Sam Smith / Editor-in-Chief
Jeffrey Schmalz’s work at the New York Times reporting the stories of the AIDS crisis of the early 1990s could have been lost after his death.
Schmalz, who worked at the Times from 1973 until his death in 1993, wrote profiles on people with HIV and AIDS, as well as reports on the disease itself near the end of his life.
“These articles he wrote were so significant when they came out and changed so much in American journalism … and yet, barely a generation later, much of that has been forgotten,” said Samuel G. Freedman, Columbia professor, author and former New York Times writer.
Freedman, who called Schmalz his mentor and friend, will host “Dying Words: The AIDS Reporting of Jeff Schmalz and How it Transformed the New York Times,” a lecture based on Freedman’s book of the same name, Tuesday, March 1 at 2 p.m. in BBC’s Academic Center One Room 194.
Radio producer and director of the Columbia radio program Kerry Donahue, who co-wrote the book and worked with Freedman to create a radio-documentary on the subject, will speak alongside him during the lecture.
The talk will cover Schmalz’s impact on the way AIDS was reported in a time when gay and lesbian reporters were pressured to stay “in the closet” to keep their jobs.

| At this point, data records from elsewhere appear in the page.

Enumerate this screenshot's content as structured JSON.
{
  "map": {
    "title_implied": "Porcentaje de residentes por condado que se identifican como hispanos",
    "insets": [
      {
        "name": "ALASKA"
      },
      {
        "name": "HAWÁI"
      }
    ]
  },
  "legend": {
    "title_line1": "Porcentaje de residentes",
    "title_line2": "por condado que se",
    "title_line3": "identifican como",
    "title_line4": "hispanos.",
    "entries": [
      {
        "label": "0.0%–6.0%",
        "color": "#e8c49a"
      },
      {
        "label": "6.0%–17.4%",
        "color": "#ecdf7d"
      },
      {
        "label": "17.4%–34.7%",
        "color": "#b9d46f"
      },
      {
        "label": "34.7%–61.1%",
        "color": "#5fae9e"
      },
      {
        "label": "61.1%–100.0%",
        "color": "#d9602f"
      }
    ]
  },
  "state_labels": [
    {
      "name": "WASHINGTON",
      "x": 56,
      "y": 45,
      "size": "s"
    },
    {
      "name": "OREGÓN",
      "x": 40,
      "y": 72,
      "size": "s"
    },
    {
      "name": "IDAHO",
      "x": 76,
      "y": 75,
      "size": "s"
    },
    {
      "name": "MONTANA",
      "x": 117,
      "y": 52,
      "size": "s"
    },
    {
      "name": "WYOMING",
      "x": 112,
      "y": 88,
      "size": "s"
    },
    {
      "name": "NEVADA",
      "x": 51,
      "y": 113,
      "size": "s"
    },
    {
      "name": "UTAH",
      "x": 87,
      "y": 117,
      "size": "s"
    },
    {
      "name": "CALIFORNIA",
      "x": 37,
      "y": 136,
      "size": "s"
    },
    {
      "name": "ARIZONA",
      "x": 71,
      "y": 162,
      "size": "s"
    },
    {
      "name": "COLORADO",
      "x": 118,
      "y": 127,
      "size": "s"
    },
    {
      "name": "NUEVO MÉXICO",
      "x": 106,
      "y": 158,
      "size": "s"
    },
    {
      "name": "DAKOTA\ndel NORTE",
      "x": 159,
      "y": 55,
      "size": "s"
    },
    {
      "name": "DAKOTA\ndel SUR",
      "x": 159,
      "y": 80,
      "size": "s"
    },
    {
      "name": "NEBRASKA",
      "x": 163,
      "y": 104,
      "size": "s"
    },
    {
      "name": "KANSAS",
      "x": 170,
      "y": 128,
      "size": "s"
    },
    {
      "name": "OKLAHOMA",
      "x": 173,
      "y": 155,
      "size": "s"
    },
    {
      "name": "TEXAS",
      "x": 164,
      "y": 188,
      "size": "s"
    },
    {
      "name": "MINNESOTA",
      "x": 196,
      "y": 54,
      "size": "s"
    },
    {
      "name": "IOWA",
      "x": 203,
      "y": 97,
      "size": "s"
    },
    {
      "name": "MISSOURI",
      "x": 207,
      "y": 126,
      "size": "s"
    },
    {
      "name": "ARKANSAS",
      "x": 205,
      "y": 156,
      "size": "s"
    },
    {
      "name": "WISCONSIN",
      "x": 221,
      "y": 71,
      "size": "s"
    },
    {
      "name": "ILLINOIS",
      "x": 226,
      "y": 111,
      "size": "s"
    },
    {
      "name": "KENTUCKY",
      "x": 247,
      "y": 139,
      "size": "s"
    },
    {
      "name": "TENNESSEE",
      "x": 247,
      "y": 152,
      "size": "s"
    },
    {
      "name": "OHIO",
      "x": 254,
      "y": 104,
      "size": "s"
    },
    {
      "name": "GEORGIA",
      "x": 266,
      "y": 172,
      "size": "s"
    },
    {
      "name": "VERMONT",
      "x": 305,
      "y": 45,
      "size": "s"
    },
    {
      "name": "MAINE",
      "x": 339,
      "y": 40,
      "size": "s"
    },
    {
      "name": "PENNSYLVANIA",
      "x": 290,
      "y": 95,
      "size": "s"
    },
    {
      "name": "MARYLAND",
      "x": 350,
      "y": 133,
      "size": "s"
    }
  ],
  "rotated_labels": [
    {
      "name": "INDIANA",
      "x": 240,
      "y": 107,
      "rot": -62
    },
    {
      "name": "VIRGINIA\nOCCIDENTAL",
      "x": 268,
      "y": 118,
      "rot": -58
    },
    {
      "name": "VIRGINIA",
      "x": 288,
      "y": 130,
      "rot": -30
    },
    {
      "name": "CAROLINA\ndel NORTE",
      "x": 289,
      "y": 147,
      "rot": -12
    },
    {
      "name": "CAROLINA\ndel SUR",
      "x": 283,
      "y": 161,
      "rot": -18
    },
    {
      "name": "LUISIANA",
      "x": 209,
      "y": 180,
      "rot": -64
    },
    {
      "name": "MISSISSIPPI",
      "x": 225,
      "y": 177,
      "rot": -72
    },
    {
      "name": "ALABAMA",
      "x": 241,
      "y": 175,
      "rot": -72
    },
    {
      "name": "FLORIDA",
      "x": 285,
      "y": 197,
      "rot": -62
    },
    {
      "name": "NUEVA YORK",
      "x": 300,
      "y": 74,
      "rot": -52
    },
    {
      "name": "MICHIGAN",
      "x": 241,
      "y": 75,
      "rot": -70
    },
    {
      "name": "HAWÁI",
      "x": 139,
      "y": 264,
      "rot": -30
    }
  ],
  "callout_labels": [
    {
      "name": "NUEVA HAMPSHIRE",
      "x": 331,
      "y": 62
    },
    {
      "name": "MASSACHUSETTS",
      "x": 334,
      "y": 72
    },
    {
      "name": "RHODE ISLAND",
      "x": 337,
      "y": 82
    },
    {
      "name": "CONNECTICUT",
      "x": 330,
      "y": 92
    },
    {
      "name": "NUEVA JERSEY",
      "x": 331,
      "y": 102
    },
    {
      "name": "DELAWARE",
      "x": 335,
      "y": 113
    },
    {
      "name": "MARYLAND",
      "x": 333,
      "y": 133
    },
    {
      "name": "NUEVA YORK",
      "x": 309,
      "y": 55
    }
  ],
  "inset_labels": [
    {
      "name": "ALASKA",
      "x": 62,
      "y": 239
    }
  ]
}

Freedman said at the Times, in particular, then-editor Abraham Rosenthal’s homophobia prevented many LGBT reporters from “coming out.”
Schmalz was one of those.
“It’s important to bring young readers, both straight and gay, back to that time period and also be reminded of how many exceptionally talented, exceptionally gifted, exceptionally productive people – members of the media, the arts and business, all aspects of society – lost their lives to this disease at incredibly young ages,” said Freedman.
Schmalz was 39 when he died Nov. 6, 1993, three years after his own AIDS diagnosis.
Although Schmalz was open about his sexuality with Freedman, he discovered while writing the book with Donahue that was not so with everyone.
“The homophobia at the top of the paper was so toxic that Jeff was reluctant to come out to anyone who held his career in their hands,” Freedman said.
For the current generation, Freedman said it is likely difficult to imagine such circumstances.
“I think Jeff’s work really set the tone for the change in the coverage of AIDS in a way that’s hard to fathom today,” said Freedman.
Due to the internet age, Freedman said the news landscape has become much more widely spread. The Times’ influence in Schmalz’s day was, according to him, exponentially more.
“The Times amplified [the issue] tremendously – that also made such a big difference,” he said.
“It’s vital, especially for young journalists to know about that experience and to know who helped batter open some of those doors that are open now,” said Freedman.